When we fit the model, we’ll pass in the training data, and give it the test data in the eval_set(), along with the use_best_model=True argument to help reduce model overfitting. The cat_features argument takes the list we created above. The model will take a few seconds to fit, and can then be used to generate predictions, which we’ll store in y_pred.

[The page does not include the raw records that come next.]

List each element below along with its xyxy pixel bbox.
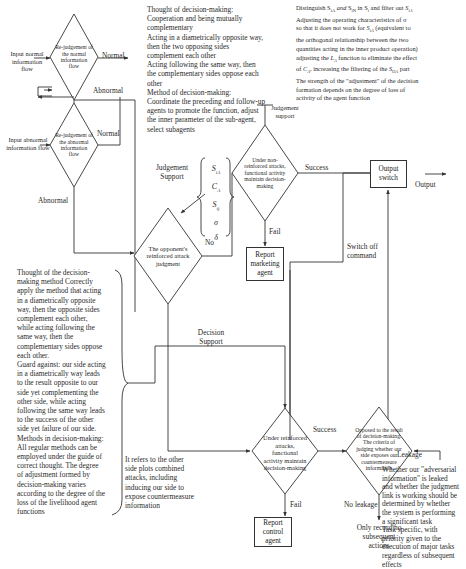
- parameter-sigma: σ: [205, 216, 227, 231]
- input-normal-label: Input normal information flow: [6, 50, 48, 73]
- edge-label-switch-off: Switch off command: [347, 242, 381, 260]
- note-left-method: Thought of the decision- making method C…: [17, 268, 121, 516]
- parameter-c-a: CA: [205, 180, 227, 198]
- parameter-s-ia: SiA: [205, 162, 227, 180]
- edge-label-decision-support: Decision Support: [192, 328, 230, 346]
- edge-label-success-2: Success: [313, 425, 336, 434]
- edge-label-leakage: Leakage: [397, 450, 422, 459]
- edge-label-abnormal-1: Abnormal: [93, 86, 123, 95]
- decision-opponent-attack: The opponent's reinforced attack judgmen…: [143, 232, 193, 280]
- edge-label-fail-1: Fail: [269, 227, 281, 236]
- report-control-agent-box: Report control agent: [254, 517, 292, 547]
- decision-rejudge-abnormal: Re-judgement of the abnormal information…: [55, 128, 93, 162]
- edge-label-output: Output: [415, 180, 436, 189]
- report-marketing-agent-box: Report marketing agent: [246, 247, 284, 281]
- parameter-s-ij: Sij: [205, 198, 227, 216]
- edge-label-no-leakage: No leakage: [344, 500, 377, 509]
- edge-label-judgement-support-left: Judgement Support: [148, 163, 196, 181]
- edge-label-abnormal-2: Abnormal: [38, 196, 68, 205]
- input-abnormal-label: Input abnormal information flow: [4, 136, 52, 151]
- edge-label-success-1: Success: [305, 163, 328, 172]
- decision-rejudge-normal: Re-judgement of the normal information f…: [55, 40, 93, 74]
- note-adversarial: Whether our "adversarial information" is…: [382, 466, 466, 569]
- parameter-stack: SiA CA Sij σ δ: [205, 162, 227, 245]
- decision-non-reinforced: Under non-reinforced attacks, functional…: [242, 153, 288, 193]
- edge-label-fail-2: Fail: [290, 500, 302, 509]
- edge-label-normal-2: Normal: [97, 129, 120, 138]
- parameter-delta: δ: [205, 231, 227, 246]
- note-distinguish: Distinguish SiA and SiN in Si and filter…: [296, 4, 464, 103]
- edge-label-normal-1: Normal: [102, 51, 125, 60]
- decision-reinforced: Under reinforced attacks, functional act…: [262, 428, 308, 478]
- output-switch-box: Output switch: [370, 160, 407, 188]
- note-other-side: It refers to the other side plots combin…: [125, 455, 210, 510]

model = CatBoostClassifier(silent=True)
model.fit(X_train, y_train, 
          eval_set=(X_test, y_test),
          use_best_model=True, 
          cat_features=categorical_columns)
y_pred = model.predict(X_test)

Assess the model’s performance

To see how well our simple model did, we’ll assess its performance using the accuracy score, precision, recall, and the area under the receiver operating characteristic curve, or ROC/AUC for short. This shows us that our model is 98.55% accurate on the test data, and generates a ROC/AUC score of 0.974, which is pretty decent for a first attempt.

accuracy_score = accuracy_score(y_test, y_pred)
precision_score = precision_score(y_test, y_pred)
recall_score = recall_score(y_test, y_pred)
roc_auc_score = roc_auc_score(y_test, y_pred)
print('Accuracy:', accuracy_score)
print('Precision:', precision_score)
print('Recall:', recall_score)
print('ROC/AUC:', roc_auc_score)
Accuracy: 0.9855555555555555
Precision: 0.9875598086124402
Recall: 0.9520295202952029
ROC/AUC: 0.9741119498431517

Matt Clarke, Friday, May 28, 2021

Matt Clarke Matt is an Ecommerce and Marketing Director who uses data science to help in his work. Matt has a Master's degree in Internet Retailing (plus two other Master's degrees in different fields) and specialises in the technical side of ecommerce and marketing.